HOW TO COMPLETE THIS TASK: Skipping all pictures, print exactly the lines below from the one with "reading: 13.8 bar" through the final line.

INFORMATION:
- - - - - - -

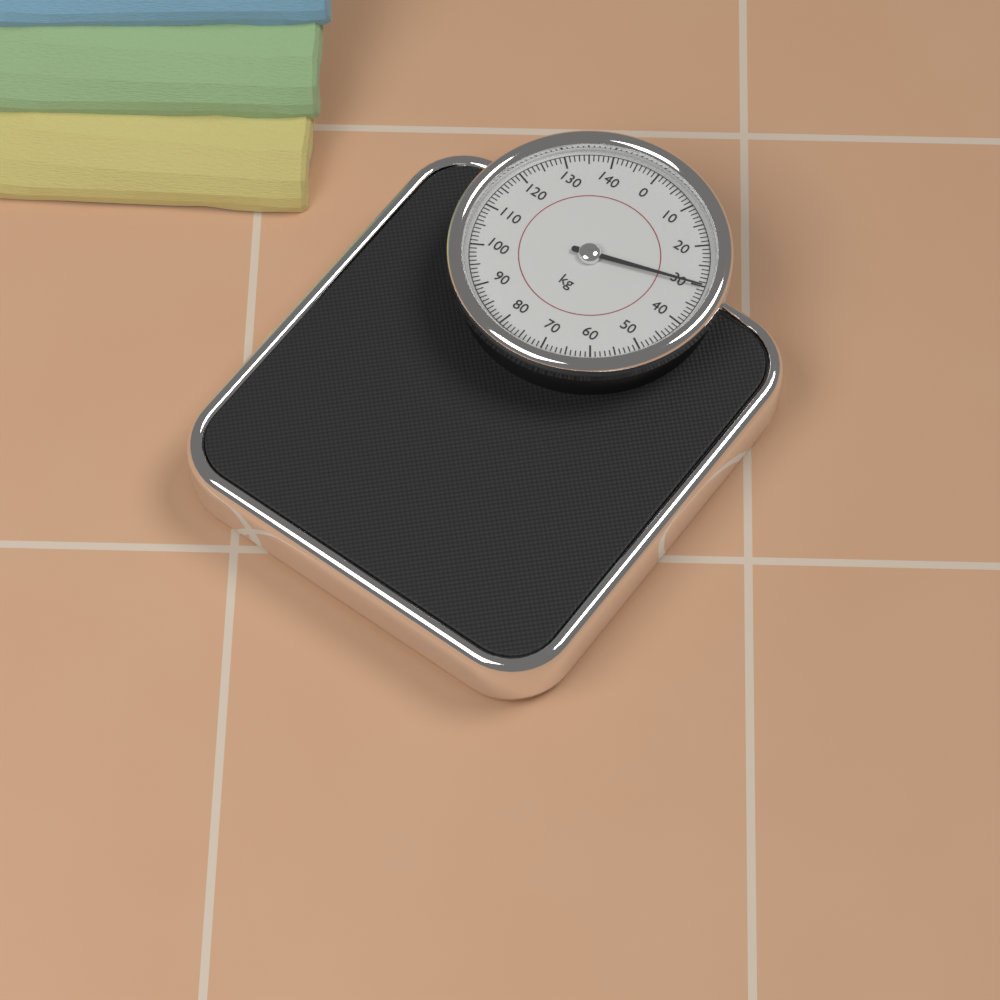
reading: 30 kg
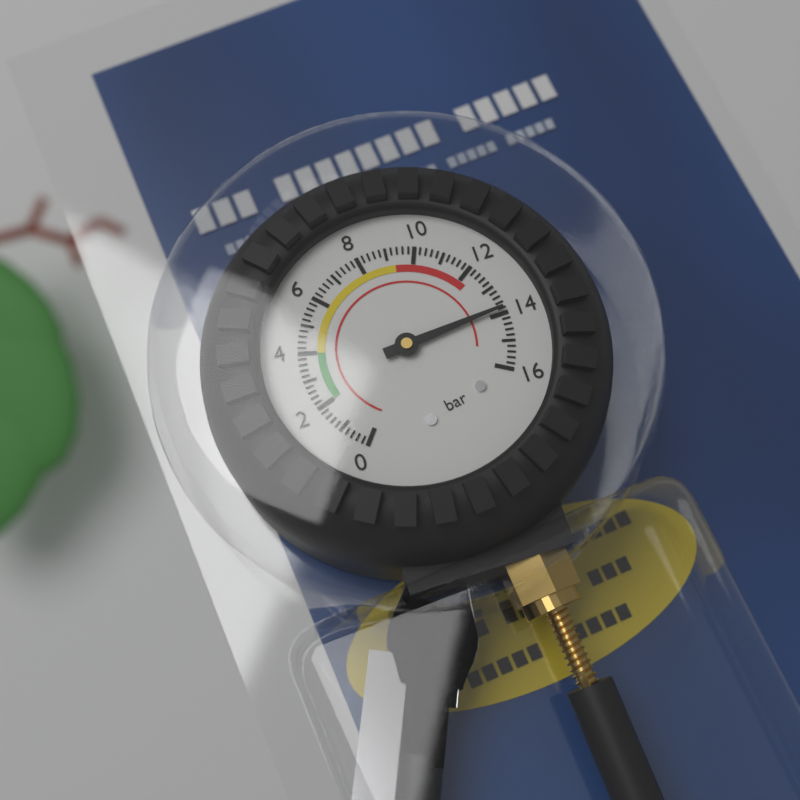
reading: 13.8 bar
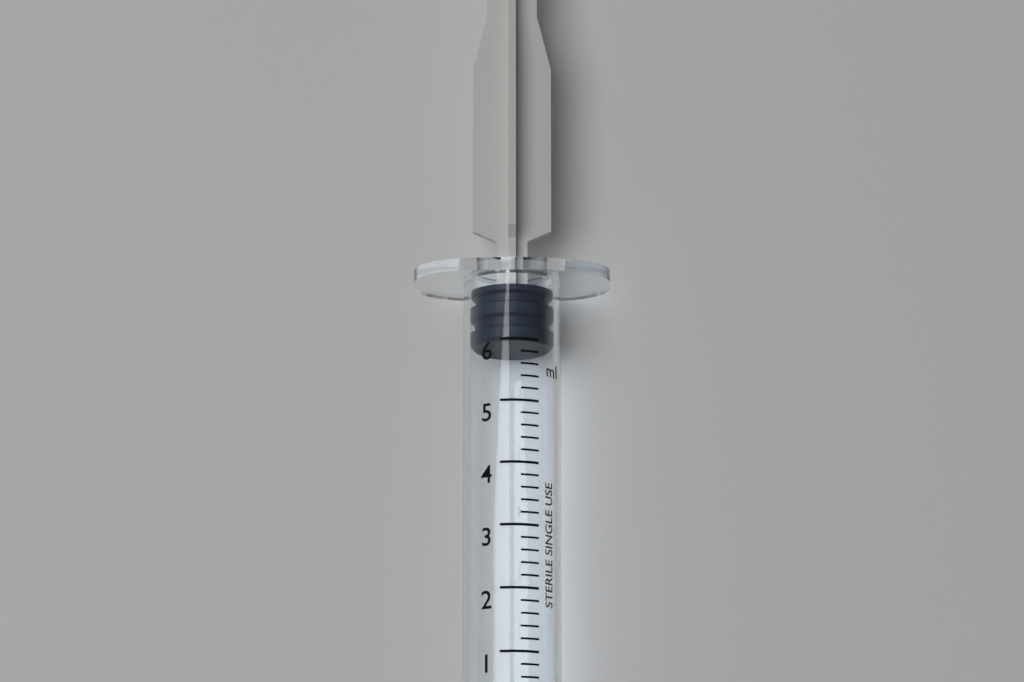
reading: 6.0 ml
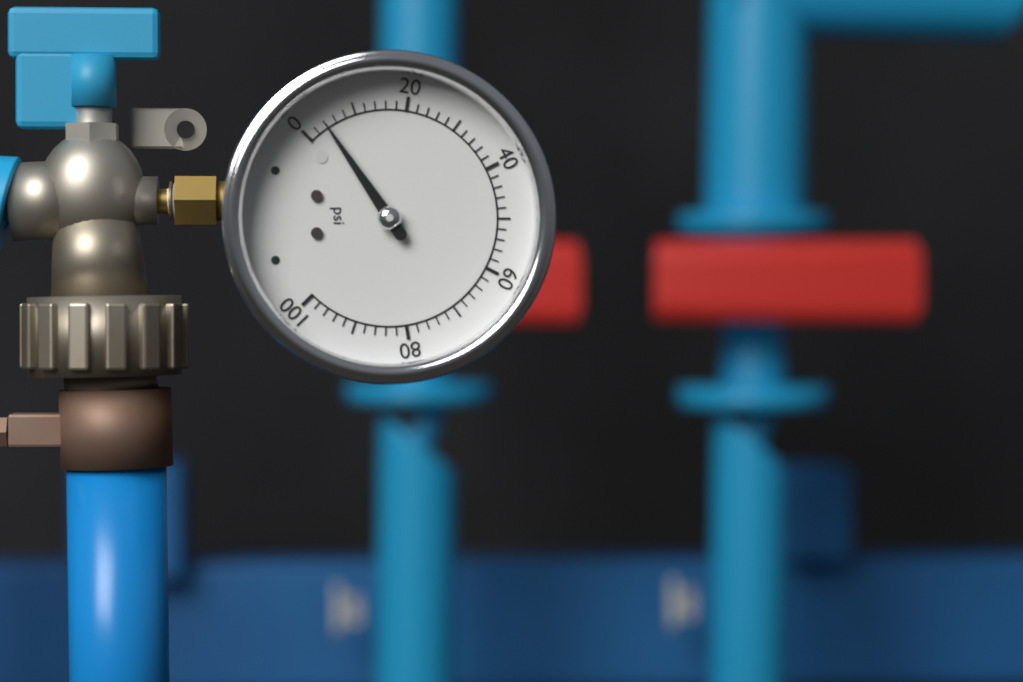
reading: 4 psi
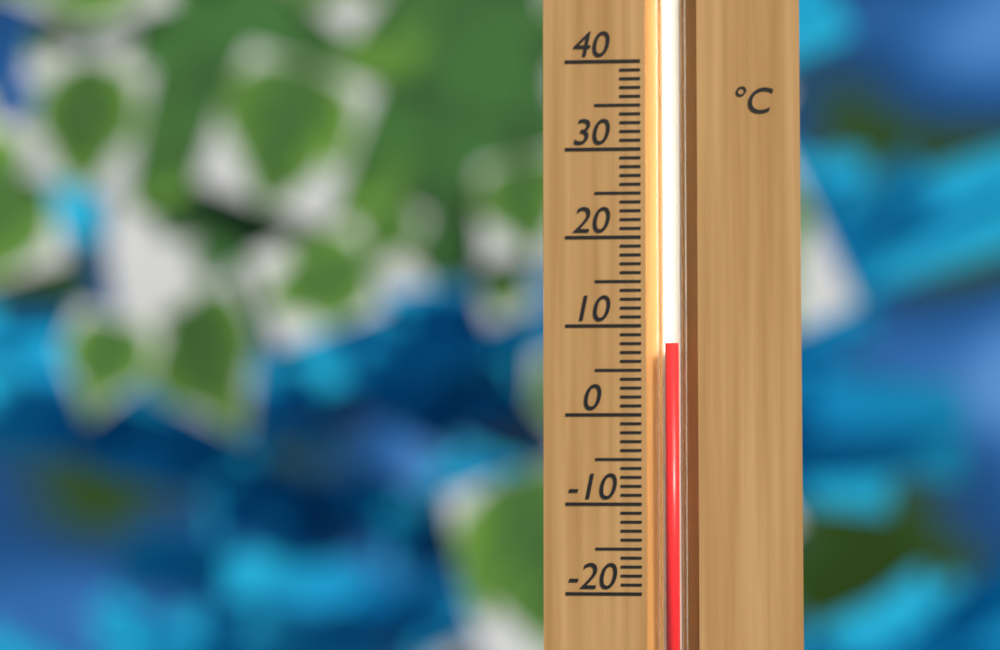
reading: 8 °C
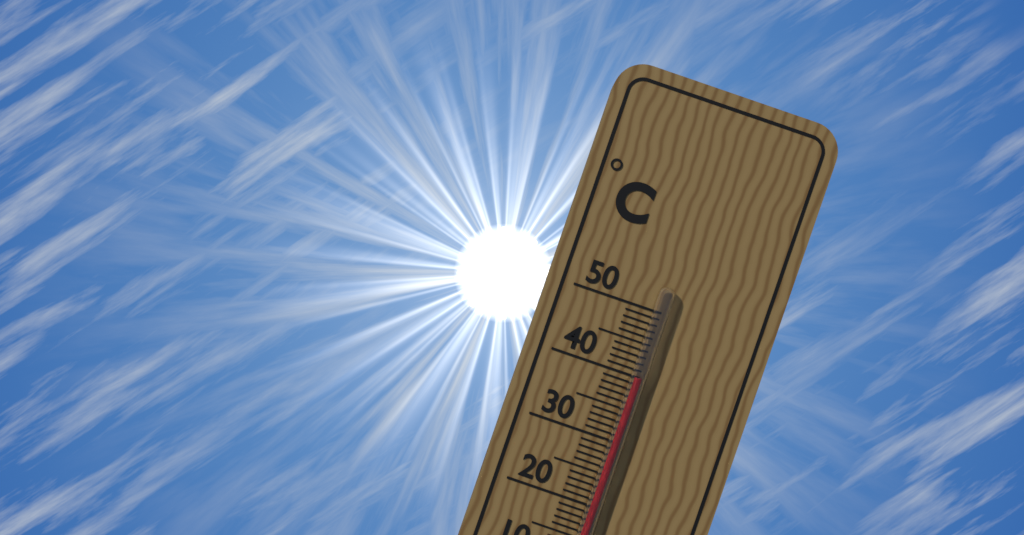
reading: 40 °C
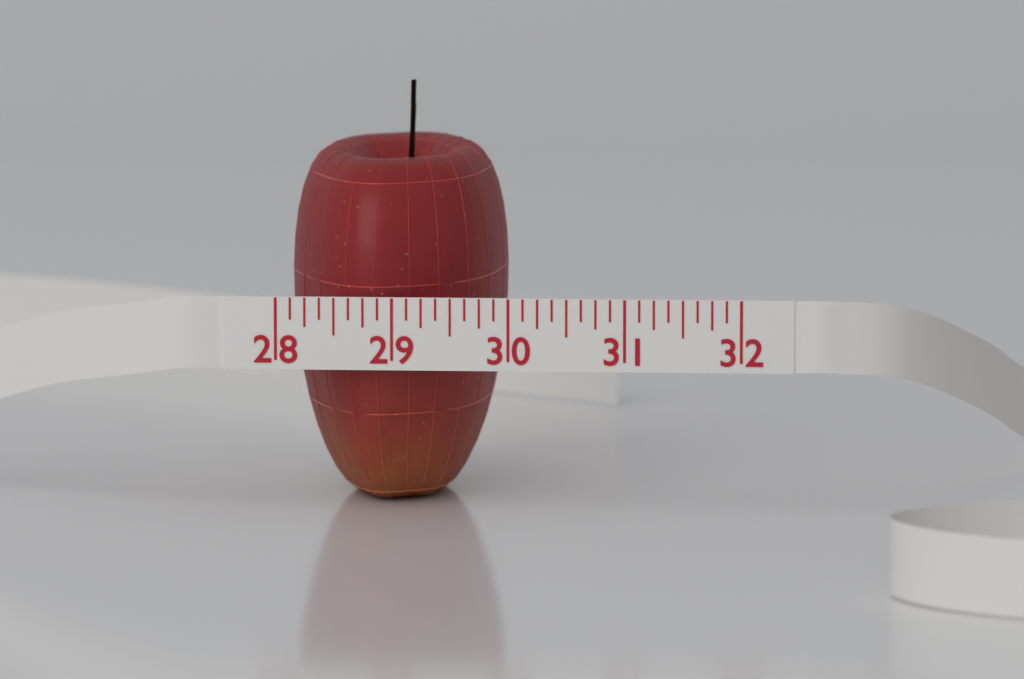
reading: 29.875 (no unit)
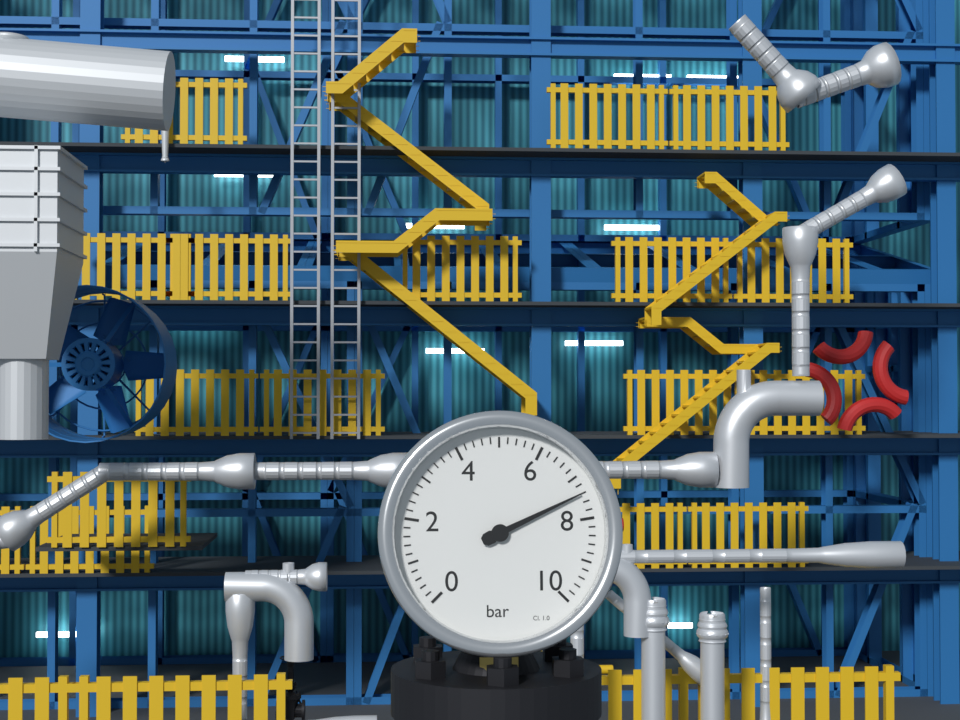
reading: 7.4 bar
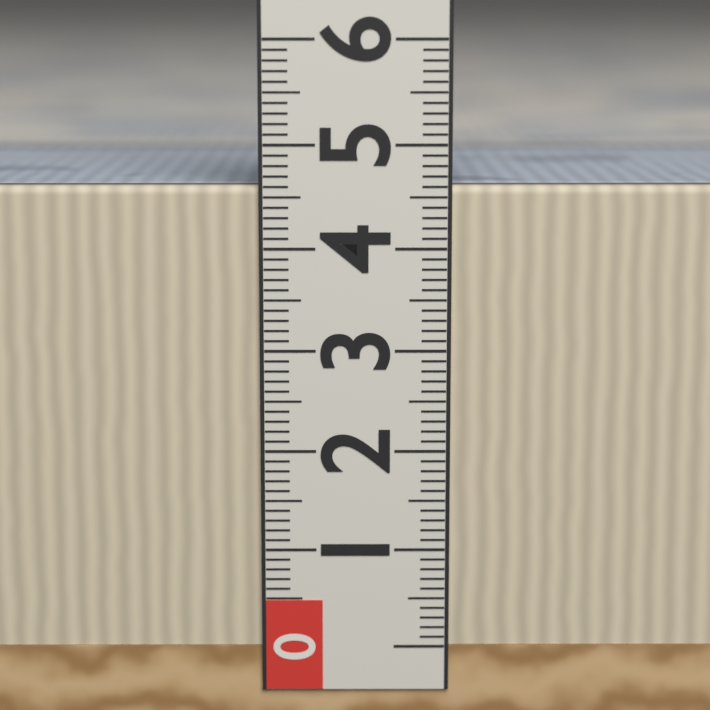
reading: 4.6 (no unit)
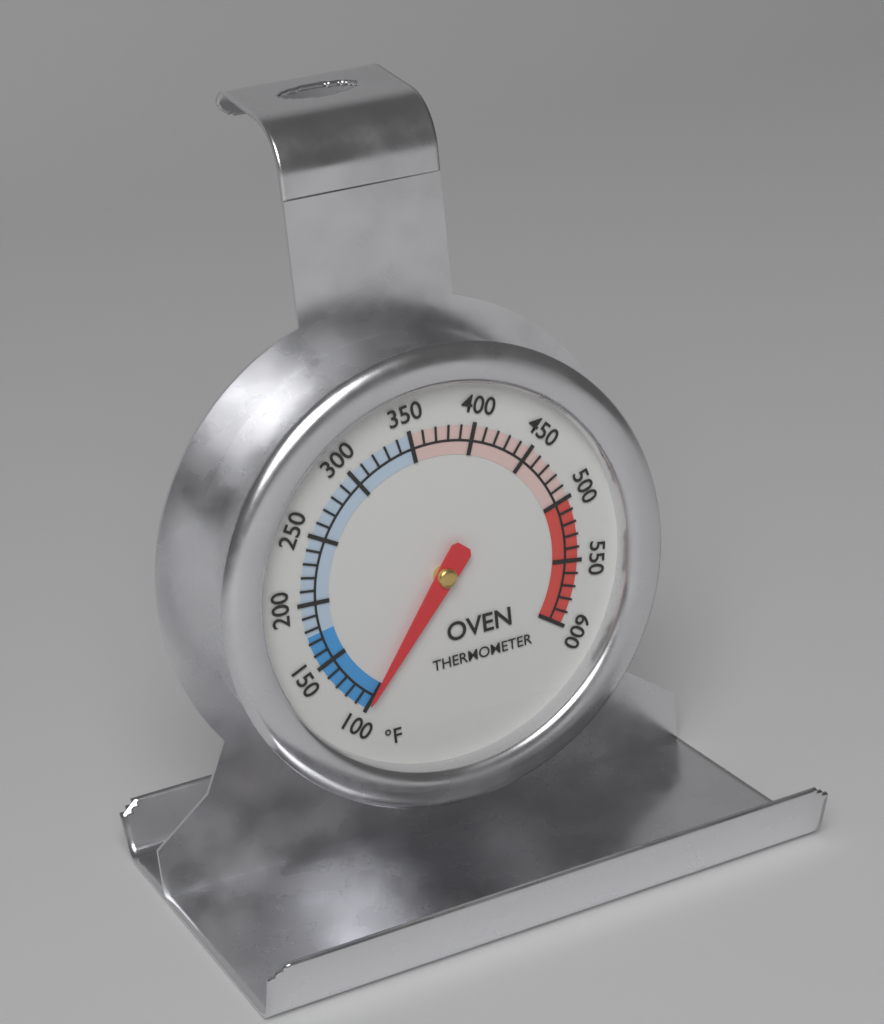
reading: 100 °F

- - - - - - -

REPLY TO THE EXERCISE:
reading: 13.8 bar
reading: 6.0 ml
reading: 4 psi
reading: 8 °C
reading: 40 °C
reading: 29.875 (no unit)
reading: 7.4 bar
reading: 4.6 (no unit)
reading: 100 °F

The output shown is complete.